HDInsight – Create and Manage Batch Processing and Pipelines

If you were to run batch processing on HDInsight, you would likely choose either Hive or Pig to write and then execute the script. Hive is a SQL‐like language that includes common SQL commands like SELECT, INSERT, UPDATE, and DELETE. The scripting also supports statements that can calculate the median of a given set of measurements, like the following:

hive> select percentile(cast(AF3THETA as DOUBLE, 0.5) from brainwaves

Pig is a declarative language, which is more like programming. Consider the following brainjammer brain wave readings:

x = (ALPHA:3.9184, BETA_H:1.237, BETA_L:1.911, GAMMA:0.8926, THETA:15.7086)

You can execute some Pig code like the following syntax, which will calculate the median:

y = FOREACH x GENERATE MEDIAN(ALPHA, BETA_H, BETA_L, GAMMA, THETA);

You can also run and schedule these scripts from an Azure Synapse Analytics pipeline, as shown in Figure 6.22.

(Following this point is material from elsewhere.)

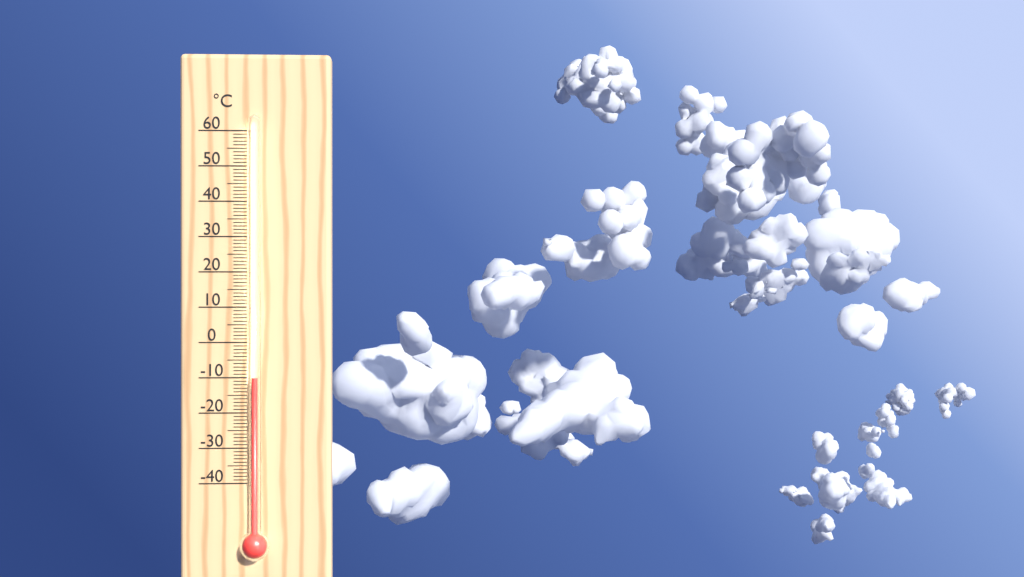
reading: -10 °C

FIGURE 6.22 Azure HDInsight batch processing

The HDInsight tab is where you select the HDInsight linked service that connects to your Azure HDInsight cluster. The attributes on the Script tab might look familiar. This is because the Script linked service points to an Azure storage account the batch file is hosted on. This is the same approach you took when executing a batch process using Azure Batch and an Azure Databricks Apache Spark cluster. The file you target via the File Path attribute could be a BAT file that contains the code examples you need to run. Performing batch processing on Azure HDInsight is a valid approach if you already have existing procedures on‐premises and you want to move to the Azure platform. The administration and management requirements for running HDInsight batch processing are greater when compared to other Azure products that provide the same functionality.

Azure Data Lake Analytics

As mentioned in Chapter 1, Azure Data Lake Analytics is currently supported only by Azure Data Lake Storage Gen1. ADLS Gen1 is scheduled to retire on February 29th, 2024, and there is no plan to support ADLS Gen2 in Azure Data Lake Analytics. Therefore, Azure Data Lake Analytics will be deprecated on the same day. You can read the official announcement at https://github.com/azure-deprecation/dashboard/issues/209.

Create Data Pipelines

Your first exposure to an Azure Synapse Analytics pipeline in this book was in Chapter 2, “CREATE DATABASE dbName; GO,” Figure 2.31, which may seem a long time ago. If you have persevered and read all the content and completed all the exercises since then, then you are in a good position concerning data pipelines. As a summary, consider that after the first introduction to pipelines, numerous other places exposed you to information about them. For example, Chapter 3 provided detailed coverage of the pipeline feature when accessed via the Integrate hub. You created a pipeline for the first time in Exercise 3.13. Figure 3.51 contains the basic illustration of a pipeline that consists of datasets, linked services, triggers, and activities. You also created a pipeline in Chapter 4 (Exercise 4.13), and in Chapter 5 you performed pipeline work in Exercises 5.1, 5.2, 5.3, 5.6, and 5.13. You also created a pipeline in this chapter—and a rather complicated one at that. It goes without saying that you know what a pipeline is, but a few more aspects are worthy of discussion.